As you may know, I was recently on vacation in Switzerland. It was amazing! Switzerland is a stunning country, effortlessly blending jaw-dropping natural landscapes, classical architecture with a modern transportation system.
Here’s a couple photos from the trip.
This one is from an afternoon in Montreux a town near lake Geneva on the border with France.
This one is from earlier that day in Interlaken which is built on a narrow stretch of valley, between the emerald-colored waters of Lake Thun and Lake Brienz.
Anyways back to data matters.
When I came back to work, I was pleasantly surprised that my manager (who is also an engineer but has never written dbt code before) had developed 5 new models without needing my input. I did the code review and they were perfect. While our data system is still a work in progress, this was a clear indication to me that what we’ve built is a simple to understand, easy to maintain and expand architecture.
But what even is data architecture?
I’m not going to bother trying to define it. It’s too broad of a topic and everyone has an opinion. Since I’m a pragmatist, in my mind it’s represented as a logical organization systems for data artifacts which also includes the architecture of the platform around it, DataOps with its many facets of CI/CD, automated testing, decisions on tools, etc.
If that’s not broad enough I don’t know what is. 😀
Now I’m sure you’ve heard about things like medallion architecture and data mesh both of which attempt to apply some level of logical organization to data artifacts. I’m still diving into data mesh but I’ve got plenty of experience working with medallion architecture to explain the basics.
The idea (for the uninitiated) is that you load your data in a data lake using the Extract-Load-Transform (ELT) paradigm and you transform it in 3 layers. Bronze will contain raw data from operational systems, silver will contain cleaned and augmented data and gold will contain business-level aggregates often used in BI tools like Tableau, Looker, PowerBI, etc.

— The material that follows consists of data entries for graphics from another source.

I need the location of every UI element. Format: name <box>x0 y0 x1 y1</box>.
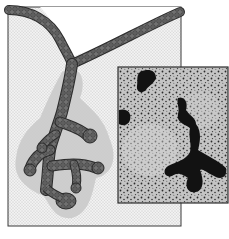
figure-svg <box>0 0 229 239</box>
micrograph-inset <box>118 67 228 203</box>
figure <box>0 0 229 239</box>
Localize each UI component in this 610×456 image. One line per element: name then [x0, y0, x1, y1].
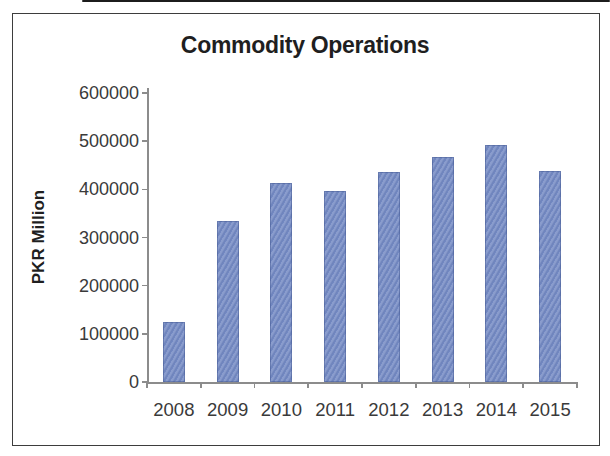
y-tick-400000	[142, 189, 148, 191]
bar-2014	[485, 145, 507, 382]
y-tick-label-100000: 100000	[40, 324, 139, 344]
y-axis-line	[147, 88, 149, 383]
x-axis-label-2014: 2014	[470, 399, 524, 421]
figure-page: Commodity Operations PKR Million 0100000…	[0, 0, 610, 456]
y-tick-500000	[142, 140, 148, 142]
x-axis-label-2011: 2011	[308, 399, 362, 421]
y-tick-label-300000: 300000	[40, 228, 139, 248]
bar-2011	[324, 191, 346, 382]
x-axis-label-2010: 2010	[255, 399, 309, 421]
bar-2012	[378, 172, 400, 382]
x-axis-label-2013: 2013	[416, 399, 470, 421]
y-tick-label-600000: 600000	[40, 83, 139, 103]
bar-2008	[163, 322, 185, 382]
x-axis-label-2008: 2008	[147, 399, 201, 421]
y-tick-label-0: 0	[40, 372, 139, 392]
x-tick-1	[200, 382, 202, 388]
x-axis-label-2015: 2015	[523, 399, 577, 421]
bar-2010	[270, 183, 292, 382]
y-tick-label-500000: 500000	[40, 131, 139, 151]
y-tick-label-200000: 200000	[40, 276, 139, 296]
y-tick-300000	[142, 237, 148, 239]
bar-2015	[539, 171, 561, 382]
x-tick-7	[522, 382, 524, 388]
x-tick-0	[146, 382, 148, 388]
y-tick-100000	[142, 333, 148, 335]
x-tick-6	[469, 382, 471, 388]
x-tick-8	[576, 382, 578, 388]
chart-title: Commodity Operations	[12, 32, 598, 59]
scan-artifact-line	[82, 0, 610, 2]
y-tick-600000	[142, 92, 148, 94]
x-tick-2	[254, 382, 256, 388]
x-tick-3	[307, 382, 309, 388]
bar-2013	[432, 157, 454, 382]
x-tick-5	[415, 382, 417, 388]
x-axis-label-2009: 2009	[201, 399, 255, 421]
y-tick-200000	[142, 285, 148, 287]
x-axis-label-2012: 2012	[362, 399, 416, 421]
bar-2009	[217, 221, 239, 382]
x-tick-4	[361, 382, 363, 388]
y-tick-label-400000: 400000	[40, 179, 139, 199]
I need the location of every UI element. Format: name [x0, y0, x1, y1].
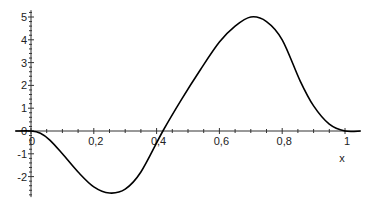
y-tick-label: 5 — [21, 11, 27, 23]
x-tick-label: 0 — [29, 135, 35, 147]
x-tick-label: 0,4 — [151, 135, 166, 147]
x-axis-label: x — [339, 152, 345, 164]
y-tick-label: 4 — [21, 34, 27, 46]
x-tick-label: 1 — [344, 135, 350, 147]
x-tick-label: 0,6 — [214, 135, 229, 147]
y-tick-label: 3 — [21, 57, 27, 69]
x-tick-label: 0,8 — [277, 135, 292, 147]
x-tick-label: 0,2 — [88, 135, 103, 147]
y-tick-label: 1 — [21, 102, 27, 114]
y-tick-label: -1 — [17, 148, 27, 160]
data-series-line — [15, 17, 360, 193]
y-tick-label: -2 — [17, 171, 27, 183]
y-tick-label: 2 — [21, 79, 27, 91]
axis-ticks — [28, 12, 345, 194]
axes — [15, 10, 360, 197]
line-chart: 00,20,40,60,81-2-1012345 x — [0, 0, 378, 207]
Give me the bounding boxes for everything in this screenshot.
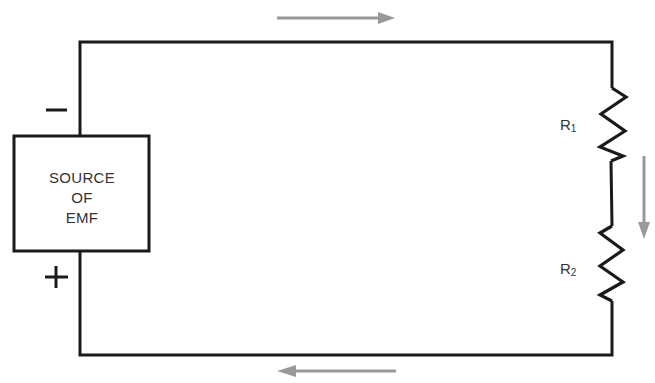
- wire-top-path: [80, 42, 612, 135]
- plus-sign-icon: [45, 266, 68, 288]
- emf-source-label: SOURCE OF EMF: [14, 168, 150, 228]
- wire-middle-right: [611, 161, 612, 226]
- circuit-wires: [80, 42, 612, 355]
- resistor-r1-icon: [600, 88, 626, 161]
- resistor-r2-label: R2: [560, 260, 576, 278]
- resistor-r1-label: R1: [560, 116, 576, 134]
- resistor-r2-icon: [600, 226, 623, 301]
- source-label-line-1: SOURCE: [14, 168, 150, 188]
- current-arrow-top: [277, 12, 395, 24]
- r1-subscript: 1: [571, 123, 577, 134]
- current-arrow-bottom: [277, 365, 396, 377]
- current-arrow-right: [638, 156, 650, 239]
- wire-bottom-path: [80, 251, 612, 355]
- r2-subscript: 2: [571, 267, 577, 278]
- r1-name: R: [560, 116, 571, 133]
- source-label-line-3: EMF: [14, 208, 150, 228]
- source-label-line-2: OF: [14, 188, 150, 208]
- r2-name: R: [560, 260, 571, 277]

This is a good start, but it’s not enough.
You need more architecture than you think
I’ve seen many data stacks with medallion architecture, a good amount of DataOps (analytics as code, CI/CD, data quality tests, monitoring and alerting) and yet there’s thousands of tables everywhere, queries are slow, dashboards are stale, metrics are not reliable and costs are through the roof.
What’s the problem here?
Even though they organize data artifacts based on purpose bronze, silver and gold layers don’t provide enough of a logical structure for organizing things further. You’re supposed to somehow know what constitutes a “business aggregate” vs an “augmented table”. Without this structure you get proliferation. Eventually you start to see queries joining tables across the layers without understanding upstream dependencies and then you’ll be in a world of hurt.
For example an analyst might build a dbt model that joins a table that goes through 5 intermediary models and 5 hours to build with another table that takes 3 hours, schedule the refresh to run hourly, build a Tableau dashboard on top of it, schedule the Tableau extract to also run hourly and then wonder why the dashboard is stale.
Now another analyst comes along, sees that new table and says “Oooh it has everything I want, I just need to add this one column” and builds a new model on top of it, schedules an hourly refresh and then wonders why their metrics don’t line up. Meanwhile you’re burning cash every time these queries run and by the time the CFO is hounding you to decrease costs you have an unmanageable mess on your hands.
You need a logical system for organizing your silver and gold layers that is followed religiously. For example the models that build your metrics should all follow the same conventions, ideally being driven by macros so there’s no deviation. Models designed for ad-how requests need to have a very specific rules and paths to be promoted to production.
I believe all these things are part of the data architecture. But in order to ensure success it needs to be both well-designed (logical) and regularly reinforced. Tools like data observability can help find problems but they won’t help you fix them. This leads me to my next point.
Statistical Control vs Intellectual Control
Data monitoring tools, automated tests, etc. belong in a category known as “statistical control" But what’s missing is “intellectual control” This is an idea from George Fairbanks and if you want to learn more check out his talk on the topic.
Intellectual control is the idea that you should be able to not only understand and explain your system’s architecture but also make sure it doesn’t start to devolve. Tests and monitoring are NOT enough. You need to make sure every data artifact you build has a clear purpose and fits nicely into the overall design.
To do that you need to dramatically improve your review process. Don’t limit the review to just code correctness. You must ensure that other guidelines are also followed, for example:
Make sure the code is DRY and modular
Make sure the query is performant
Check if the new artifact doesn’t have unnecessary dependencies
Make sure the new artifact has a clear purpose and place in your design
Ensure the refresh schedule makes sense
etc.
This is a topic I’ve only recently started to explore and I plan to dive into more deeply in future issues.
Until then I hope you enjoyed this issue. As always let me know by liking, commenting or replying.